Thursday, November 7, 2019

Biafra : t’s the Year 2172: Time to Fight the Bloody Biafran War Again



Onyii is all of 15, but she is battle-worn on every level. She sports a robotic arm — her human one was severed in conflict — and worries she’ll lose her sister, Ify, at any minute. As one of the oldest in a camp of rebel girls based in southeastern Nigeria in the year 2172, she’s an authority on wartime survival. Nigeria is in the grips of civil war, one very similar to the real Biafran War that ravaged the Igbo tribe in 1967-70 as they attempted to secede from Nigeria. In WAR GIRLS (Razorbill, 464 pp., $17.99; ages 12 and up) a series opener from Tochi Onyebuchi (“Beasts Made of Night”), the conflict drags on. Factor in climate change, nuclear disasters and space colonies, and the ultimate dystopian universe reveals itself — part tech-slick playground, part cautionary tale.
The war girls’ camp, made up of child soldiers like Onyii and refugees like her younger charge, Ify, is on constant alert. For the last year, enemy aerial mechs, massive humanoid robots, have been flying overhead, unable to detect the Biafran camp right underneath. The war girls, who have mechs, too, are hiding in plain sight thanks to a signal dampener, one of the many technological flourishes that Onyebuchi employs, mostly to capable effect. After a suicide bomber infiltrates the camp, they are attacked, and Onyii and Ify, who tell the story in alternating chapters, are separated.
At first glance, Ify gets the better deal. Warmly accepted by her Nigerian captors, she’s praised for her technological acumen, especially for developing the Accent, a tool that allows her to hack into other operating systems and control them. Onyii, on the other hand, turns into the Demon of Biafra, a killing machine looking to avenge her sister’s (presumed) death. Sniffing Chukwu, a mineral mixture “that will numb her aching joints and slow her racing mind,” Onyii also feasts on the drug of war: “She got a taste for combat as a child. And like a child given their first sip of palm wine, she had hated the taste. Now, hate or love has nothing to do with it. She needs it.”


Print a faithful copy of the data below, word for word, with the pictures left out.

++++ RECORD EXCERPTS ++++

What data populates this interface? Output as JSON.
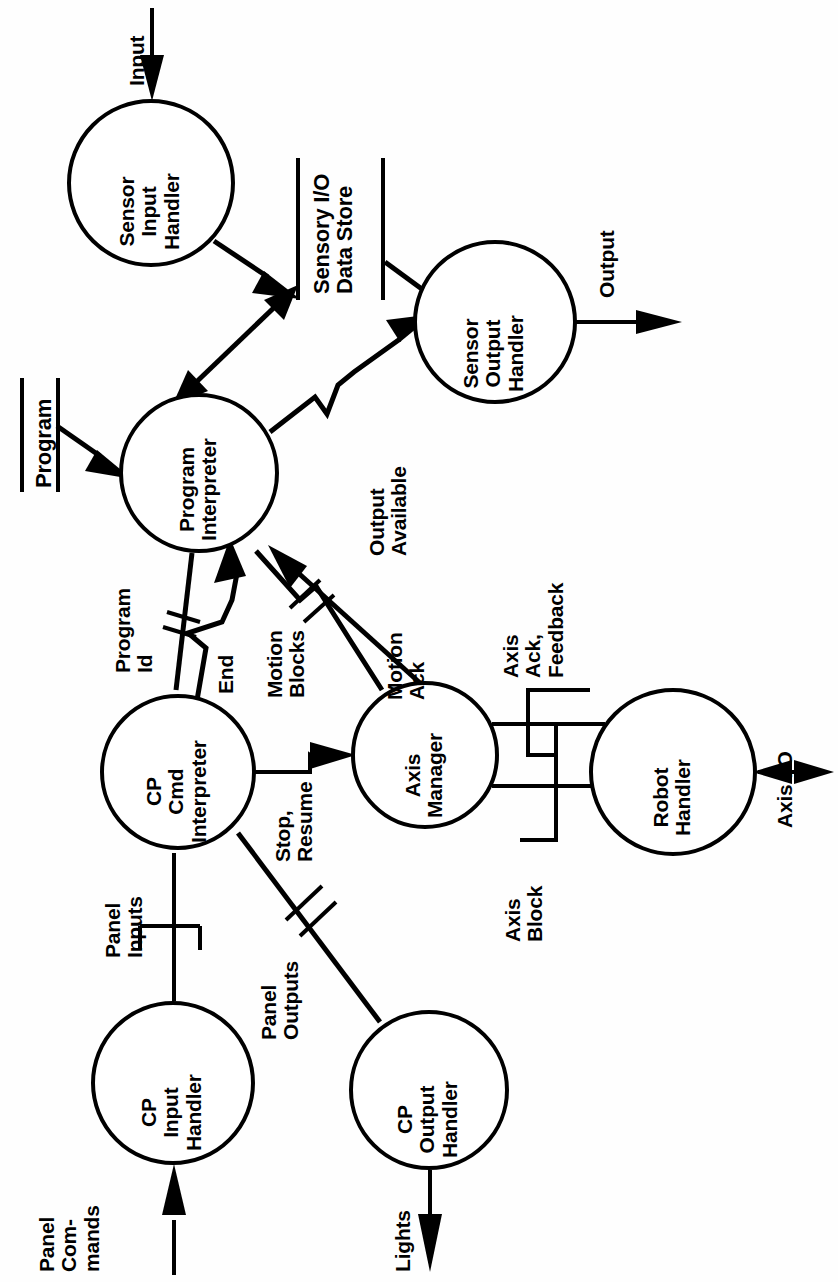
{
  "diagram": {
    "orientation": "rotated-90-ccw",
    "stroke_color": "#000000",
    "background_color": "#ffffff",
    "processes": [
      {
        "id": "sensor-input-handler",
        "label": "Sensor\nInput\nHandler",
        "cx": 151,
        "cy": 183,
        "r": 82
      },
      {
        "id": "sensor-output-handler",
        "label": "Sensor\nOutput\nHandler",
        "cx": 495,
        "cy": 322,
        "r": 80
      },
      {
        "id": "program-interpreter",
        "label": "Program\nInterpreter",
        "cx": 199,
        "cy": 473,
        "r": 78
      },
      {
        "id": "cp-cmd-interpreter",
        "label": "CP\nCmd\nInterpreter",
        "cx": 178,
        "cy": 772,
        "r": 76
      },
      {
        "id": "axis-manager",
        "label": "Axis\nManager",
        "cx": 425,
        "cy": 755,
        "r": 72
      },
      {
        "id": "robot-handler",
        "label": "Robot\nHandler",
        "cx": 673,
        "cy": 772,
        "r": 82
      },
      {
        "id": "cp-input-handler",
        "label": "CP\nInput\nHandler",
        "cx": 173,
        "cy": 1083,
        "r": 80
      },
      {
        "id": "cp-output-handler",
        "label": "CP\nOutput\nHandler",
        "cx": 429,
        "cy": 1090,
        "r": 78
      }
    ],
    "data_stores": [
      {
        "id": "sensory-io-data-store",
        "label": "Sensory I/O\nData Store"
      },
      {
        "id": "program-store",
        "label": "Program"
      }
    ],
    "data_flows": [
      {
        "id": "input",
        "label": "Input"
      },
      {
        "id": "output",
        "label": "Output"
      },
      {
        "id": "output-available",
        "label": "Output\nAvailable"
      },
      {
        "id": "program-id",
        "label": "Program\nId"
      },
      {
        "id": "end",
        "label": "End"
      },
      {
        "id": "motion-blocks",
        "label": "Motion\nBlocks"
      },
      {
        "id": "motion-ack",
        "label": "Motion\nAck"
      },
      {
        "id": "stop-resume",
        "label": "Stop,\nResume"
      },
      {
        "id": "axis-ack-feedback",
        "label": "Axis\nAck,\nFeedback"
      },
      {
        "id": "axis-block",
        "label": "Axis\nBlock"
      },
      {
        "id": "axis-io",
        "label": "Axis I/O"
      },
      {
        "id": "panel-inputs",
        "label": "Panel\nInputs"
      },
      {
        "id": "panel-outputs",
        "label": "Panel\nOutputs"
      },
      {
        "id": "panel-commands",
        "label": "Panel\nCom-\nmands"
      },
      {
        "id": "lights",
        "label": "Lights"
      }
    ]
  }
}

++++

▶ [SOLUTION FOR THIS EXERCISE]:
What data populates this interface? Output as JSON.
{
  "diagram": {
    "orientation": "rotated-90-ccw",
    "stroke_color": "#000000",
    "background_color": "#ffffff",
    "processes": [
      {
        "id": "sensor-input-handler",
        "label": "Sensor\nInput\nHandler",
        "cx": 151,
        "cy": 183,
        "r": 82
      },
      {
        "id": "sensor-output-handler",
        "label": "Sensor\nOutput\nHandler",
        "cx": 495,
        "cy": 322,
        "r": 80
      },
      {
        "id": "program-interpreter",
        "label": "Program\nInterpreter",
        "cx": 199,
        "cy": 473,
        "r": 78
      },
      {
        "id": "cp-cmd-interpreter",
        "label": "CP\nCmd\nInterpreter",
        "cx": 178,
        "cy": 772,
        "r": 76
      },
      {
        "id": "axis-manager",
        "label": "Axis\nManager",
        "cx": 425,
        "cy": 755,
        "r": 72
      },
      {
        "id": "robot-handler",
        "label": "Robot\nHandler",
        "cx": 673,
        "cy": 772,
        "r": 82
      },
      {
        "id": "cp-input-handler",
        "label": "CP\nInput\nHandler",
        "cx": 173,
        "cy": 1083,
        "r": 80
      },
      {
        "id": "cp-output-handler",
        "label": "CP\nOutput\nHandler",
        "cx": 429,
        "cy": 1090,
        "r": 78
      }
    ],
    "data_stores": [
      {
        "id": "sensory-io-data-store",
        "label": "Sensory I/O\nData Store"
      },
      {
        "id": "program-store",
        "label": "Program"
      }
    ],
    "data_flows": [
      {
        "id": "input",
        "label": "Input"
      },
      {
        "id": "output",
        "label": "Output"
      },
      {
        "id": "output-available",
        "label": "Output\nAvailable"
      },
      {
        "id": "program-id",
        "label": "Program\nId"
      },
      {
        "id": "end",
        "label": "End"
      },
      {
        "id": "motion-blocks",
        "label": "Motion\nBlocks"
      },
      {
        "id": "motion-ack",
        "label": "Motion\nAck"
      },
      {
        "id": "stop-resume",
        "label": "Stop,\nResume"
      },
      {
        "id": "axis-ack-feedback",
        "label": "Axis\nAck,\nFeedback"
      },
      {
        "id": "axis-block",
        "label": "Axis\nBlock"
      },
      {
        "id": "axis-io",
        "label": "Axis I/O"
      },
      {
        "id": "panel-inputs",
        "label": "Panel\nInputs"
      },
      {
        "id": "panel-outputs",
        "label": "Panel\nOutputs"
      },
      {
        "id": "panel-commands",
        "label": "Panel\nCom-\nmands"
      },
      {
        "id": "lights",
        "label": "Lights"
      }
    ]
  }
}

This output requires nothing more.